Rayner seemed to relax once the session moved on to other topics. There was a lovely exchange with Oliver Dowden, who used to face Rayner at deputy PMQs when he was Rishi Sunak’s second in command. And she regained her typical fire by batting away the obnoxious question from Tory Andrew Snowden on which cabinet colleagues she’d axe first in a reshuffle. “Mr Speaker, maybe he wants a go next week,” Rayner teased, referring to Badenoch’s tactic of giving her front bench the chance to audition by rotating who fills in for her. “The leader of the opposition said she was going to get better week-on-week – she already has in the last two weeks by not turning up,” she continued, before wondering aloud when Robert Jenrick would be given a turn. Finally, some supportive laughter from the Labour benches, and even a few smiles.

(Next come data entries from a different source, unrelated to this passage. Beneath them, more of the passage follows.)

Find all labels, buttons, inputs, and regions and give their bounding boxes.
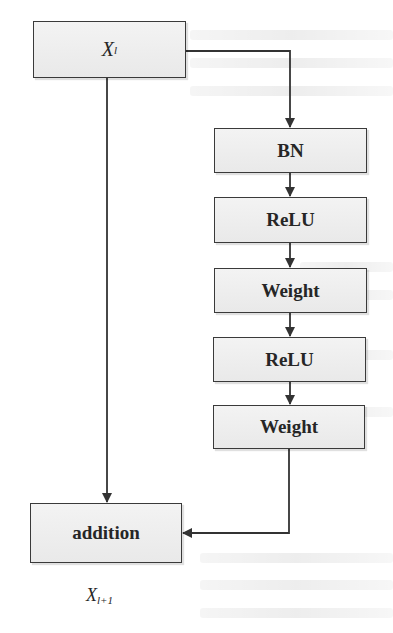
bn-node: BN [214,128,367,173]
relu-node-2: ReLU [213,337,366,382]
weight-node-1: Weight [214,268,367,313]
output-label-main: X [86,585,97,605]
weight-node-2: Weight [213,405,365,449]
relu-label-2: ReLU [265,349,314,371]
relu-label-1: ReLU [266,209,315,231]
bn-label: BN [277,140,303,162]
input-label: X [102,38,114,61]
weight-label-2: Weight [260,416,318,438]
input-node: Xl [33,21,186,78]
addition-node: addition [30,503,182,563]
addition-label: addition [72,522,140,544]
weight-label-1: Weight [261,280,319,302]
relu-node-1: ReLU [214,197,367,243]
input-subscript: l [114,44,117,56]
output-subscript: l+1 [97,594,113,606]
output-label: Xl+1 [86,585,113,606]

The session ended, however, on a sombre note. Jeremy Corbyn – once Labour leader, now an independent – stood up to challenge the government on its position on Gaza, asking why the government was continuing to supply equipment to Israel and whether the government would back his ten-minute-rule bill on an inquiry into the UK’s involvement with Israeli military action. There was absolute silence in the chamber while he spoke. You could hear not a shuffle. Rayner handled the question well, but there was no mistaking the atmosphere. Maybe MPs have read George Eaton’s excellent report into the threat the government faces from the left, in which he writes that “polling by More in Common, shared exclusively with the New Statesman, shows a ‘new Corbyn-led party’ would win 10 per cent of the vote, reducing Labour’s share from 23 per cent to 20 per cent.” Welfare reform may be the biggest challenge Starmer’s government faces this week. But it is far from the only one.